Chayora last month started work on its Shanghai campus
EdgeConneX, a US data centre firm backed by Swedish fund manager EQT, has taken a stake in Hong Kong-based developer Chayora, with the partners aiming to expand Chayora’s digital infrastructure platform across key markets in mainland China.
Chayora’s existing hyperscale, carrier-neutral data centre campus serving Beijing and a campus under development in Shanghai will complement EdgeConneX’s global footprint spanning 50 markets across four continents, the companies said Monday in a release.
While the financial details of EdgeConneX’s investment were not disclosed, the commitment is the latest milestone for Chayora after it secured $180 million in funding from UK-based fund manager Actis in 2019. Actis will remain as the majority shareholder in Chayora after the initial completion of the transaction.
“The investment in Chayora provides EdgeConneX customers with an ideal data centre partner that can support their digital infrastructure requirements in China,” said EdgeConneX CEO Randy Brouckman. “At the same time, the EdgeConneX global platform can support Chinese firms that have international requirements.”
Growing With the Mainland Market
Brouckman called the deal a “win-win for customers”, enabling EdgeConneX and Chayora to provide data centre services across a full spectrum of hyperlocal to hyperscale deployments both domestically in China and globally.
Chayora’s existing sites in Tianjin near Beijing and in Shanghai can jointly scale to over 200 megawatts of IT load with access to 100 percent renewable energy, the partners said. Chayora holds the relevant licences to operate and connect its data centres and provide cloud services.
“China represents the largest and one of the most challenging markets for global digital infrastructure users and through the team we have built in Chayora, we can address all demands, to any scale for the world’s largest data centre customers,” said Chayora Holdings CEO Oliver Jones.
China’s data centre market was valued at over $13 billion in 2020 and is forecast to reach $36.18 billion by 2026 while registering a compound annual growth rate of 19.2 percent during the 2021-26 period, according to a report from Mordor Intelligence.
Two-City Platform
Mingtiandi reported in 2019 that London-headquartered Actis’s $180 million investment, supplemented with $250 million in debt, would be used to develop a pair of hyperscale facilities within Chayora’s 2.3 million square foot (213,677 square metre) Tianjin campus, bringing the total number of hyperscale centres at the site to three, out of nine facilities that the company had achieved licences for at the location.

Chayora CEO Oliver Jones (left) and EdgeConneX CEO Randy Brouckman
Chayora launched its 18MW TJ1 data centre at the Tianjin campus in October 2020 after winning certification under the Open Compute Project dedicated to openness, scale and efficiency.
Just last month, Chayora announced the launch of its 54MW, 10,000-rack Shanghai campus, which is expected to enter service in the fourth quarter of 2022.
EQT Expands New Economy Holdings
In August 2020, Stockholm-based EQT announced that its EQT Infrastructure IV fund was acquiring EdgeConneX from an investor group led by Providence Equity Partners. The fund manager said it was committed to actively supporting the platform’s accelerated growth via new market entries and material expansions of existing locations.
EQT made headlines again last month when its EQT Exeter arm announced the sale of a $6.8 billion, 70.5 million square foot portfolio of 328 industrial properties across the US. Real estate market information provider CoStar reported that the buyer was an investment group led by Singapore sovereign wealth fund GIC.
EQT Exeter is a real estate investment manager formed by EQT and Philadelphia-based Exeter Property Group, which EQT acquired this past January for $1.9 billion.
Singapore’s Mapletree Investments had announced earlier that it spent $3 billion to acquire two portfolios totalling 141 logistics assets in the US through separate transactions in July and September. Mingtiandi reported that the Temasek Holdings-owned firm purchased at least one of the sets of warehouses from funds managed by Exeter Property, a longtime Mapletree partner.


● **EXERCISE**
Copy out each line of the data below in which "type" appears.
PROVIDED RECORDS Start Marker
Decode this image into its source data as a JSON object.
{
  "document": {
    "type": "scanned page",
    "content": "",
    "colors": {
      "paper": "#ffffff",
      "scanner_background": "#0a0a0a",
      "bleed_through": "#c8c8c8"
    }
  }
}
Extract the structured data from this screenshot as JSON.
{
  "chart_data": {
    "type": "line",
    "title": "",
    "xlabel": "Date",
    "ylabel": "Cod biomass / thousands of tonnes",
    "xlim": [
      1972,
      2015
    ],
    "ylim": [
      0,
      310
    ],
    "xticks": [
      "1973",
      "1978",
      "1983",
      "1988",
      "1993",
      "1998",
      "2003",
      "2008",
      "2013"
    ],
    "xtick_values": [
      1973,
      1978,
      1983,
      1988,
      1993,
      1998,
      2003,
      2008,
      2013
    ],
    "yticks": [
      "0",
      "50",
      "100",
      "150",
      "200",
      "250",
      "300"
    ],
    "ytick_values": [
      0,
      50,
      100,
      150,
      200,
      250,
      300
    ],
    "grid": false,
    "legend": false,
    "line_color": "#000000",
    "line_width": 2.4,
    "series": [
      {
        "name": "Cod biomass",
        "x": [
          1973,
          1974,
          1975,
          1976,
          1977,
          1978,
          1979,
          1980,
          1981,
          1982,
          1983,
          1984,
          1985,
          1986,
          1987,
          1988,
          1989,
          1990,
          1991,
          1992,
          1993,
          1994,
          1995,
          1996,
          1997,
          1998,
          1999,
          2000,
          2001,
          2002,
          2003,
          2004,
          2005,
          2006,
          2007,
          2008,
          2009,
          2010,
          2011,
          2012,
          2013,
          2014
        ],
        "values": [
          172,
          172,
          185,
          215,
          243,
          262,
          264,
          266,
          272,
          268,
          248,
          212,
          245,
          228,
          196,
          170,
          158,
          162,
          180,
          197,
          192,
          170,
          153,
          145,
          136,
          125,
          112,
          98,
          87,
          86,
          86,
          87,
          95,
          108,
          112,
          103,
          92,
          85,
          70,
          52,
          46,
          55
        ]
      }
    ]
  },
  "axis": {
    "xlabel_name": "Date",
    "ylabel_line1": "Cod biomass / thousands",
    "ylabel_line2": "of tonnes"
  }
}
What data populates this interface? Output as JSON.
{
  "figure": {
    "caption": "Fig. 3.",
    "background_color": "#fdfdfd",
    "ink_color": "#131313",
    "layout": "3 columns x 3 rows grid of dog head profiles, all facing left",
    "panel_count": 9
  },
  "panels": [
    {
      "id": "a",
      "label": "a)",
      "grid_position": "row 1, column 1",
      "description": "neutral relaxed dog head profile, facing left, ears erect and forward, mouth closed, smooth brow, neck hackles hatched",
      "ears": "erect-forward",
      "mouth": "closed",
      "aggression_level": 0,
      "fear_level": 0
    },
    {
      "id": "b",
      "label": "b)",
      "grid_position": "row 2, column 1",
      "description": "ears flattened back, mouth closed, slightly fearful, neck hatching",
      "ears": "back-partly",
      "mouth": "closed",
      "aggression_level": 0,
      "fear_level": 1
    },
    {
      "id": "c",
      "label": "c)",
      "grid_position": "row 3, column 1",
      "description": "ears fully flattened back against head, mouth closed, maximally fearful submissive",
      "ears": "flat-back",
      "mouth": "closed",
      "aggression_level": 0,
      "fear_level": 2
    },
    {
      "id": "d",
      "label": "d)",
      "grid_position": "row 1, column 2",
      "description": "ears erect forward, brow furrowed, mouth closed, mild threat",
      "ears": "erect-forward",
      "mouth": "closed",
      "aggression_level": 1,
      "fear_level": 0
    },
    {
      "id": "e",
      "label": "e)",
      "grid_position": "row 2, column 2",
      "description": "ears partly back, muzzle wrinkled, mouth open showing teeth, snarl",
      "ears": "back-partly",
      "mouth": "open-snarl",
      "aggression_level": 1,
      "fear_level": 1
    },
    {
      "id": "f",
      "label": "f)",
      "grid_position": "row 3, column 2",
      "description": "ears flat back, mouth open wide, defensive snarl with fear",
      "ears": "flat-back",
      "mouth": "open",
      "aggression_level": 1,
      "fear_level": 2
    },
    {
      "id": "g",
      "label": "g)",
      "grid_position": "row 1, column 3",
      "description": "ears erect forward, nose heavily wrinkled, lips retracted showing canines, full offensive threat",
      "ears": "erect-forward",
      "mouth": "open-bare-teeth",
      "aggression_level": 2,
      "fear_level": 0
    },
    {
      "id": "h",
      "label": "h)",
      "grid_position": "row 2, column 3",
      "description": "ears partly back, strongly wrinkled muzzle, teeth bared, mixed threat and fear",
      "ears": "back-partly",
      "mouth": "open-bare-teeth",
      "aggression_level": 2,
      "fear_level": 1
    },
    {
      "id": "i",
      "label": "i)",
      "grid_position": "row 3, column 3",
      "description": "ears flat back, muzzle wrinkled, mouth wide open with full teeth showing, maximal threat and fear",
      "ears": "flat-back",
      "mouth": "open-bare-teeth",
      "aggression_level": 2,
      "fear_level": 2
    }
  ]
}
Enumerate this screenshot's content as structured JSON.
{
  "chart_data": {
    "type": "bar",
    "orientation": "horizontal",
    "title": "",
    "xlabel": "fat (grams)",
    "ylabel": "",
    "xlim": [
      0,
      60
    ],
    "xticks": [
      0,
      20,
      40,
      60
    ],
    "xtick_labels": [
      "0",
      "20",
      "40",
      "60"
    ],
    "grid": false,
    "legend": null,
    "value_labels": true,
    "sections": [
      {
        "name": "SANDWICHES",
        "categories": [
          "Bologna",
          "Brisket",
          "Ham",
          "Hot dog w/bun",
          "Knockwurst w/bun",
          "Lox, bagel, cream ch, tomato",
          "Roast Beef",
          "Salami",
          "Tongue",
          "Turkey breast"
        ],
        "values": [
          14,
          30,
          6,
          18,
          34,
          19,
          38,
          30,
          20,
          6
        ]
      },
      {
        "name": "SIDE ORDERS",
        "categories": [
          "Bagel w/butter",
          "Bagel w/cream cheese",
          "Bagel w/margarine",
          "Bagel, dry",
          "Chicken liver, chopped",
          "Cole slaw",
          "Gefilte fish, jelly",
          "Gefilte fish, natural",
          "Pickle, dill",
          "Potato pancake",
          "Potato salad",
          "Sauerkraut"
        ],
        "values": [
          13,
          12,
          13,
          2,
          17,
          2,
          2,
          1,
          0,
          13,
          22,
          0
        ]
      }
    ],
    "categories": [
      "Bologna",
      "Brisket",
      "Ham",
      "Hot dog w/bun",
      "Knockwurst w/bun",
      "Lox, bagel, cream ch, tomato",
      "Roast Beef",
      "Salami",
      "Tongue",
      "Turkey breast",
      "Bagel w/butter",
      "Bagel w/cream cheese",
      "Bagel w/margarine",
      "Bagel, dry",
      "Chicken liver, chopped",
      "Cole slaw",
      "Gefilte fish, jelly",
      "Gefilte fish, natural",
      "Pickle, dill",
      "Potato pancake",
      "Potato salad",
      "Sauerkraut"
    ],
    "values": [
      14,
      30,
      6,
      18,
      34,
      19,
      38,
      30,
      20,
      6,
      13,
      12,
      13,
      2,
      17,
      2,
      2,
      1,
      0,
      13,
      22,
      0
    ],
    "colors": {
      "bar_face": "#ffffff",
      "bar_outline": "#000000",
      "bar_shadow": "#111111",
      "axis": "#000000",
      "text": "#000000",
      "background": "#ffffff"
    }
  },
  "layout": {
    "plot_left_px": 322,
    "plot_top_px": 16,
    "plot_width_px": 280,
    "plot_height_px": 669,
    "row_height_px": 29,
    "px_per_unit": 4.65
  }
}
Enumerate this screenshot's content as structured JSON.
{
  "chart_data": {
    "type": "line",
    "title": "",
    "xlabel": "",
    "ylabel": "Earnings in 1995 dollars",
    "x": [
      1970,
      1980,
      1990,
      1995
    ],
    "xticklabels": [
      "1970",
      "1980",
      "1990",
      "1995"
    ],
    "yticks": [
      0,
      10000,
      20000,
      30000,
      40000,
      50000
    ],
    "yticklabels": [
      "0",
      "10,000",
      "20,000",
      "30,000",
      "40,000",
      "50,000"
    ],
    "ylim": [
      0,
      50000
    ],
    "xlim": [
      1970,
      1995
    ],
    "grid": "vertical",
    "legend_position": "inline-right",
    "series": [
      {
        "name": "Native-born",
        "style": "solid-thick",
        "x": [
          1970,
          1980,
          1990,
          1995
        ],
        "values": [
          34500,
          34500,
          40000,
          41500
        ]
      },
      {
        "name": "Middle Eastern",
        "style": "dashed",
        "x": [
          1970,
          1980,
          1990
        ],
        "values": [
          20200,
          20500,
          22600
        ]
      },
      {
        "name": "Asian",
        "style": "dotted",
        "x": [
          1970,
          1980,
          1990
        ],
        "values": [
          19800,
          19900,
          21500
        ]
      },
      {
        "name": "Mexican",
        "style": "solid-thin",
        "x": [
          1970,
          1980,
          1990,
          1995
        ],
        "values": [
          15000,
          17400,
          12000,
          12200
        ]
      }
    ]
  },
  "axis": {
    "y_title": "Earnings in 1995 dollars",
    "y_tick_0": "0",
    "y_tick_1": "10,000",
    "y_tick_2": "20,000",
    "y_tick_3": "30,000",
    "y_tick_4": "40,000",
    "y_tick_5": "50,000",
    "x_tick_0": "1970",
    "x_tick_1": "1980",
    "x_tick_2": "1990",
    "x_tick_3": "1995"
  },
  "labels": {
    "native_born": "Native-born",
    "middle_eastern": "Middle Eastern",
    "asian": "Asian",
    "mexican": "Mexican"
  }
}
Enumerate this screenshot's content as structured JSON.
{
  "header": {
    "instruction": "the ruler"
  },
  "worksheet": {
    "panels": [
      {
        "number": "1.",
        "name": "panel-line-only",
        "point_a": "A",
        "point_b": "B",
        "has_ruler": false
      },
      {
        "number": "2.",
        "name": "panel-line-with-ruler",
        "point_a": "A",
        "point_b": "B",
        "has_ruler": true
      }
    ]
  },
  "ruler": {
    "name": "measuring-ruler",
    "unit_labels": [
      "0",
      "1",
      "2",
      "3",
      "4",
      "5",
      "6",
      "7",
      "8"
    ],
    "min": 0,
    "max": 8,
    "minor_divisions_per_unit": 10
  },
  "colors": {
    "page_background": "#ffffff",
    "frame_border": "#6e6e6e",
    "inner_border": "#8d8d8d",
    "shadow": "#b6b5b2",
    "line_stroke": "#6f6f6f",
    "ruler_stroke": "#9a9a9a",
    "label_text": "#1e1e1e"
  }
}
PROVIDED RECORDS End Marker
● **ANSWER BOX**
    "type": "scanned page",
    "type": "line",
    "type": "bar",
    "type": "line",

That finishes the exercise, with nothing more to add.